Dale wasn’t moving fast enough to suit me. I moaned again and bent a little, grimacing.

“That’s a bummer,” he said, in what I supposed was meant to convey sympathy.

“Oh, I’ll be fine. I’m sure it won’t be like last time. Jeez-o-Pete, I don’t even want to talk about the last gastrointestinal episode I had. That was apocalyptic, let me tell you. I didn’t think that chair you’re sitting on would ever get clean.”

Still nothing. Good grief. Was I going to actually have to vomit on him to get him to leave?

I waited. Dale turned back to the television. “Hey, the news is over. You going to call your friend?”

I sighed. “Yeah,” I said darkly. I was not, of course. No way was I going to try and talk to Tri-patrice with Dale there. He’d be leaning over my shoulder, telling me what to say. I picked up my phone and pretended to punch in numbers. Then I hung it up and made one last-ditch effort.

“Dale, listen, if you have time before you go, could you do me a favor? I have something big and heavy that needs to be moved from one side of the yard to the other.
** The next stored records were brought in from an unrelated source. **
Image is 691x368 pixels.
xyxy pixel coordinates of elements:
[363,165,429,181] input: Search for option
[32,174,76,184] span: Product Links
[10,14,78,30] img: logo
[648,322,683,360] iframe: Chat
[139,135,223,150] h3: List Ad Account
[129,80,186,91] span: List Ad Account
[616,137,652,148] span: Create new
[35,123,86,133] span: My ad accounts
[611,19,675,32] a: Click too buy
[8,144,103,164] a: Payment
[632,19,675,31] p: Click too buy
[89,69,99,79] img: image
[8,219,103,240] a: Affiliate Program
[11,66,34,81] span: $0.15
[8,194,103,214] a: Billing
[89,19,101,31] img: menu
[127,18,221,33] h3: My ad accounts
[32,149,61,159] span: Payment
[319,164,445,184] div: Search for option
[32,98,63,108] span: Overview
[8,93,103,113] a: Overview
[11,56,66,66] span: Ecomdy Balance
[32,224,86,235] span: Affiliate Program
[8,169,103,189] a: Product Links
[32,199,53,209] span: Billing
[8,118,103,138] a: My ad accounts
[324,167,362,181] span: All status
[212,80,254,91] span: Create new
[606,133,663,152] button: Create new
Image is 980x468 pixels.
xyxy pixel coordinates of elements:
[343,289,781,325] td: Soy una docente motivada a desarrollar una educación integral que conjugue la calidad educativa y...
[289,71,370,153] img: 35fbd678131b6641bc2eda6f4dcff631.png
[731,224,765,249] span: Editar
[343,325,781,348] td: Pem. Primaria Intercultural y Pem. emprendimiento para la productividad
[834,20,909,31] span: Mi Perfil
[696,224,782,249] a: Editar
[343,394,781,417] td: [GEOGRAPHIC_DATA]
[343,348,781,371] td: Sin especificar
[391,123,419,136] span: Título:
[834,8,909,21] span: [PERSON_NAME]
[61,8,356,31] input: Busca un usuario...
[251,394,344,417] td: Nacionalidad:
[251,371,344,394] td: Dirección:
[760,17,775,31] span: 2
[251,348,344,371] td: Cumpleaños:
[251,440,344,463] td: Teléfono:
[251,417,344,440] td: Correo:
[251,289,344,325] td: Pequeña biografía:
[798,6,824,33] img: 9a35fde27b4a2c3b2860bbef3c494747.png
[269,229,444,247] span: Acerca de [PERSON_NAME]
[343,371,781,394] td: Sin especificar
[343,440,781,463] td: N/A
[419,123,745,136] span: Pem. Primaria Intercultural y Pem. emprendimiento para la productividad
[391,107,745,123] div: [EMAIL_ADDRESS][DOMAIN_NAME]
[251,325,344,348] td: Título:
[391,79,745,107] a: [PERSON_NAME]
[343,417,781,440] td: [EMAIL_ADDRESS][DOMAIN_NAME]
Could you take care of that for me?”

Dale jumped up. “Man, it is late! I’d like to help, Salem, but I think we’re going to have to put that on hold for next time.”

Frank and I watched him go, and I leaned against the sofa for a while.

“You’re not that great a liar,” he said, eyes still focused on the program.

“I’m a bit out of practice,” I said. “Don’t forget to lock up,” I told him, unnecessarily, as I turned and headed for bed.